The problem is not that Lamberti and Imperial are unusually prejudiced. It is that, in a society in which one group has used the law to dominate another, it is natural to see the dominating group in skilled positions and to assume that they belong there – and to assume that the dominated groups don’t belong.

These assumption­s may be so deeply rooted that people hold them without realising that they do. They explain how people and companies who believe themselves to be prejudice-free can exclude black men and women from roles for which their skills equip them.

One excuse for the prejudice shown to Chowan may be that affirmativ­e action, by preferring some people, creates doubt about whether they are competent.

Some who make this excuse insist that business executives cannot be prejudiced because they need to maximise their company’s profits by choosing the best people.

But if people are used to associatin­g white men with merit and everyone else with its lack, how do they know who the best people are?

The Imperial case shows that if they are left to decide, white men will continue to choose other white men over everyone else and will remain convinced that they are rewarding merit rather than race or gender.

So, unless laws and policies insist that employers appoint black people and women, white men will continue to dominate not because they are better than everyone else but because they think they are.

But the case shows, too, that this is not enough.
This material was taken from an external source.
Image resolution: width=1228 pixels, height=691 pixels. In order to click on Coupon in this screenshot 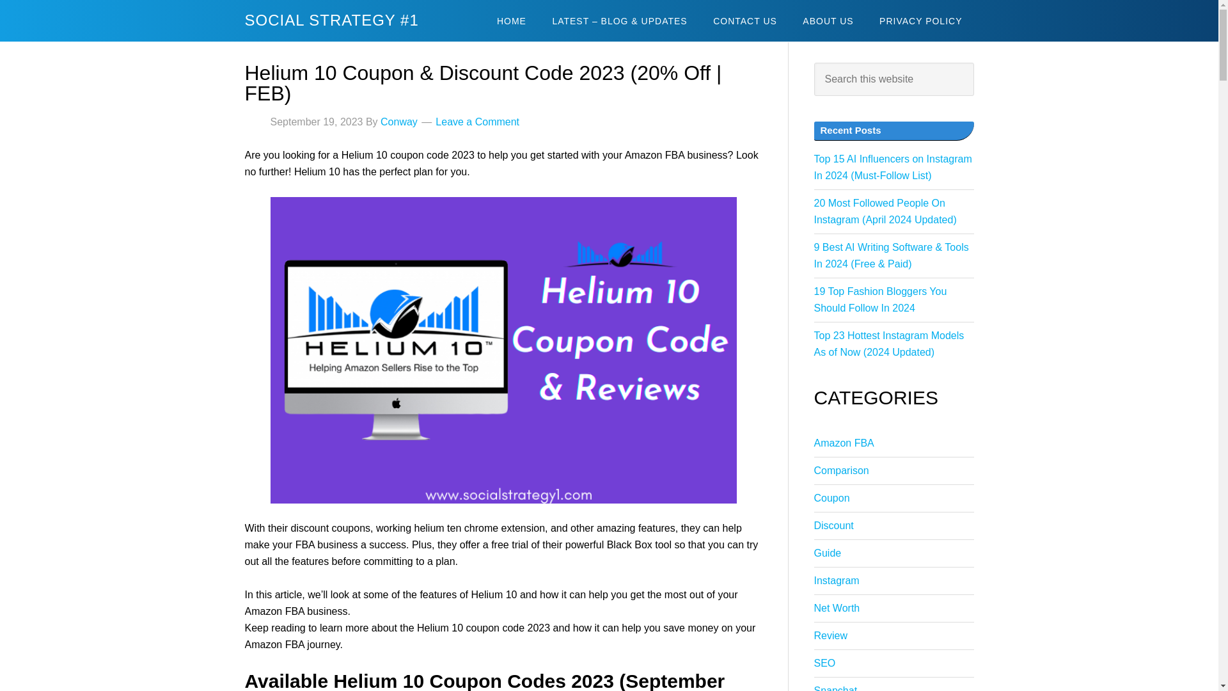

As long as the attitudes which prompt some to see others as “employment equities” persist, business will exclude talented black people and women.

This is not only unfair, it is costly. It deprives business of the skills of many black people and women.
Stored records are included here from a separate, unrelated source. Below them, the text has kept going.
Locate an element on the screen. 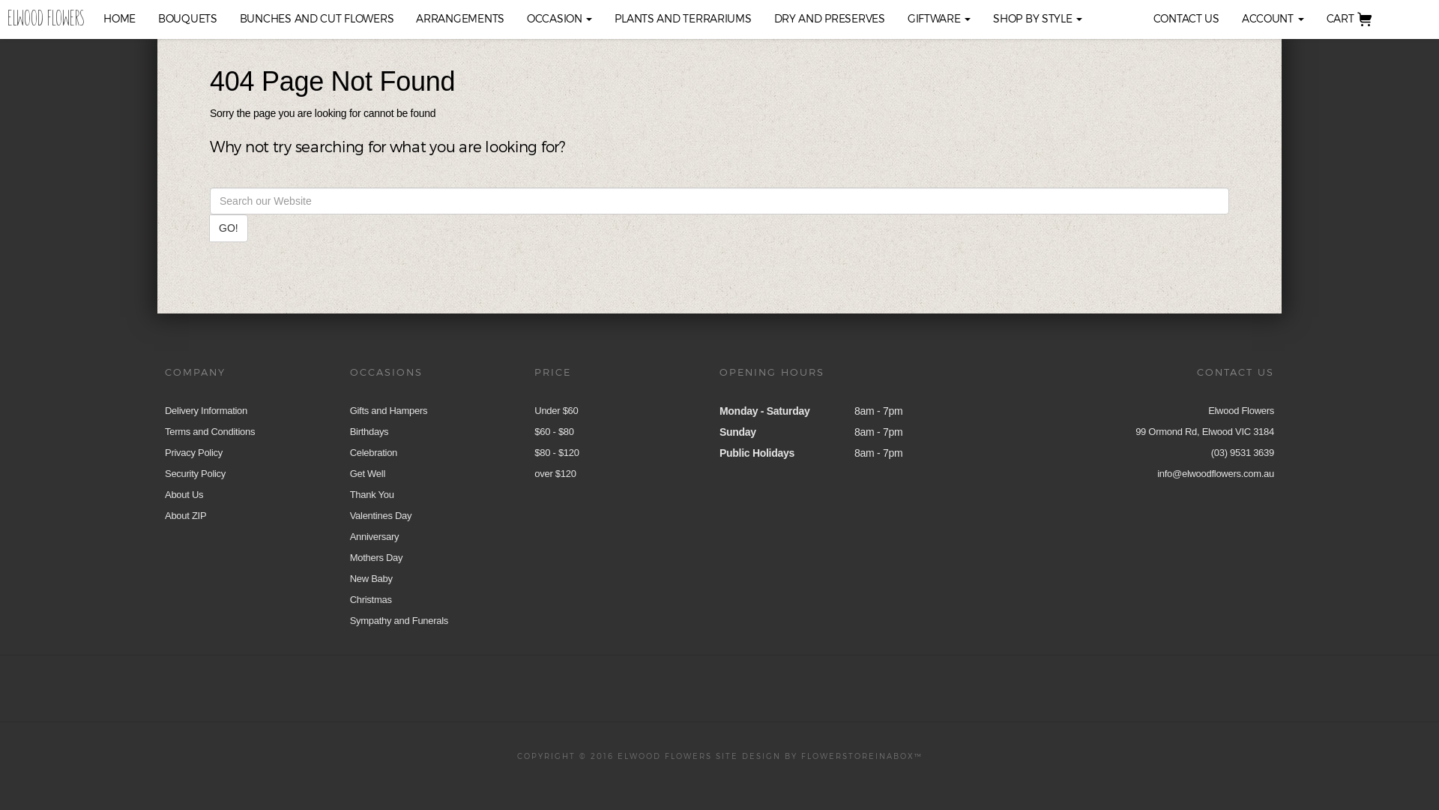 Image resolution: width=1439 pixels, height=810 pixels. HOME is located at coordinates (119, 19).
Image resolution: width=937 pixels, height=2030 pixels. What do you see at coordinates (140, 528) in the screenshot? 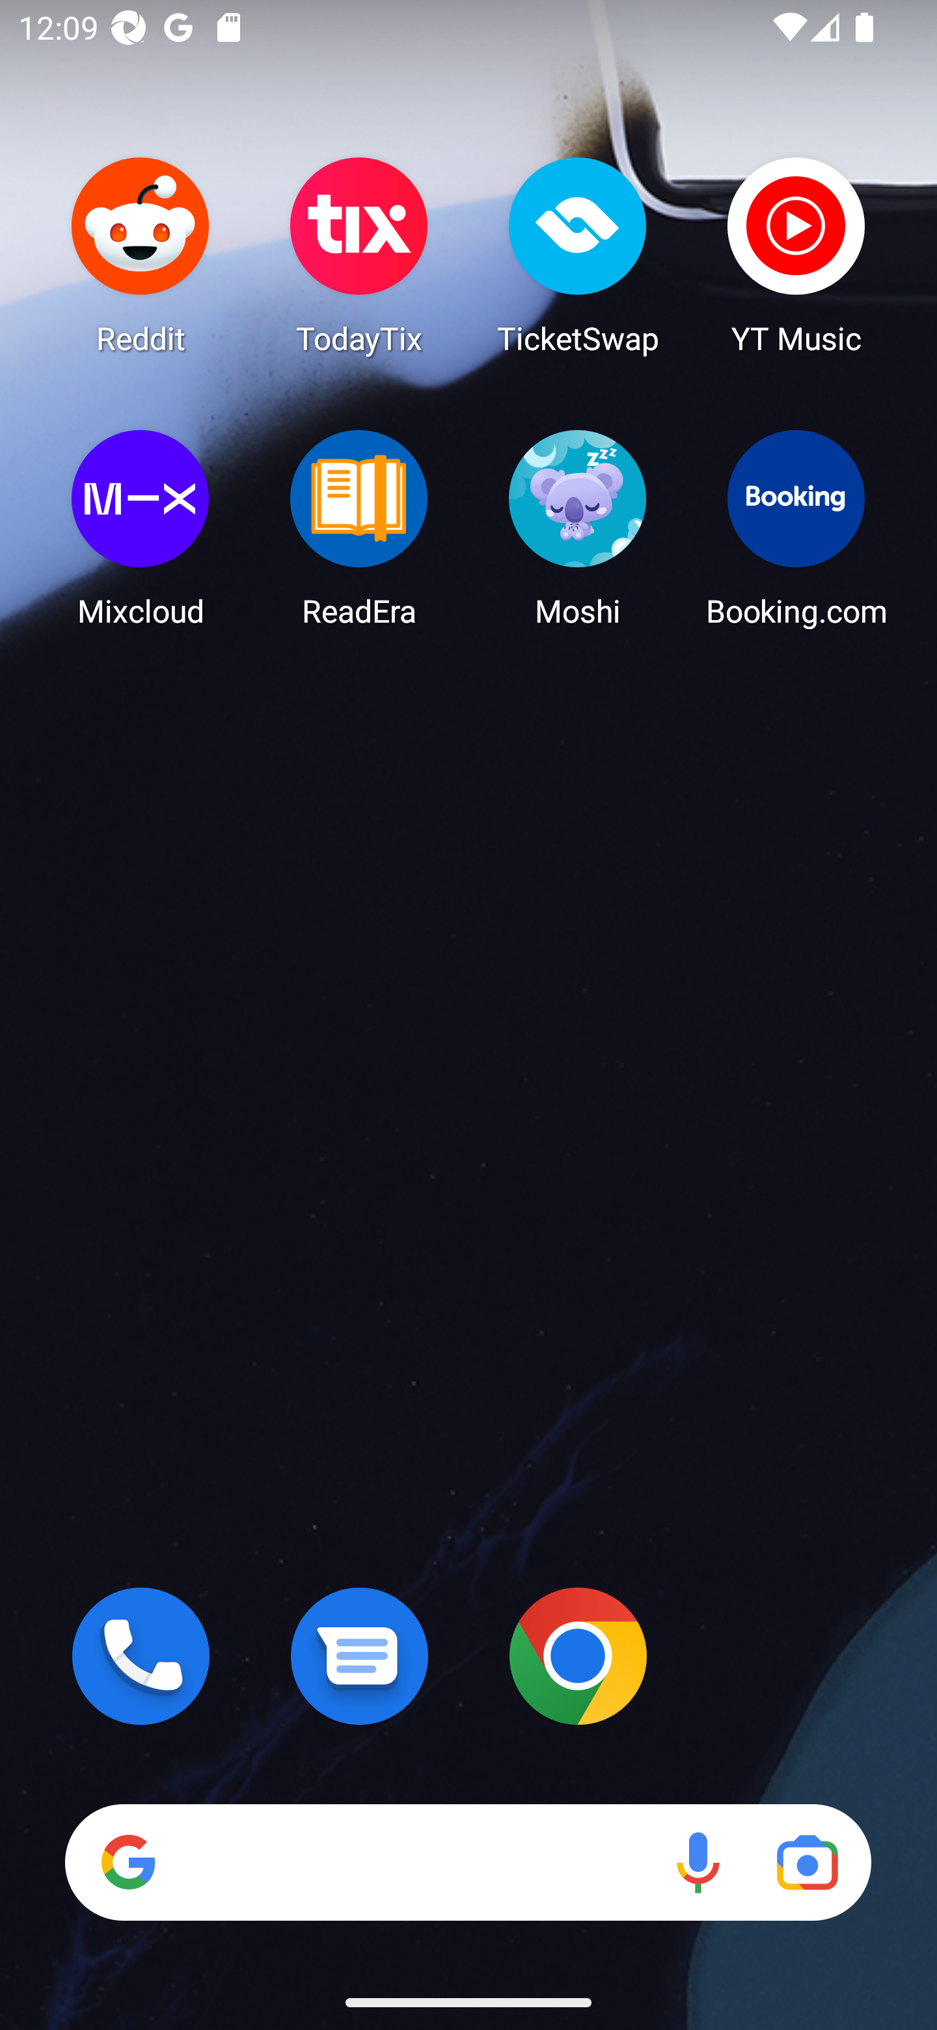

It also entrenches in business a distrust of government and in government a distrust of business. And it entrenches a reality in which, throughout society, thinking on the economy is influenced by race – not by what is likely to provide decent livelihood­s for all.

In the few years before 1994, many in business leadership were willing to face the racial patterns of the past and seek to change them.

Unless businesses revive that quest, South Africa will continue to pay the price of the hidden prejudices the Imperial case reveals. – The Conversati­on

Friedman is professor of political studies at the University of Johannesbu­rg.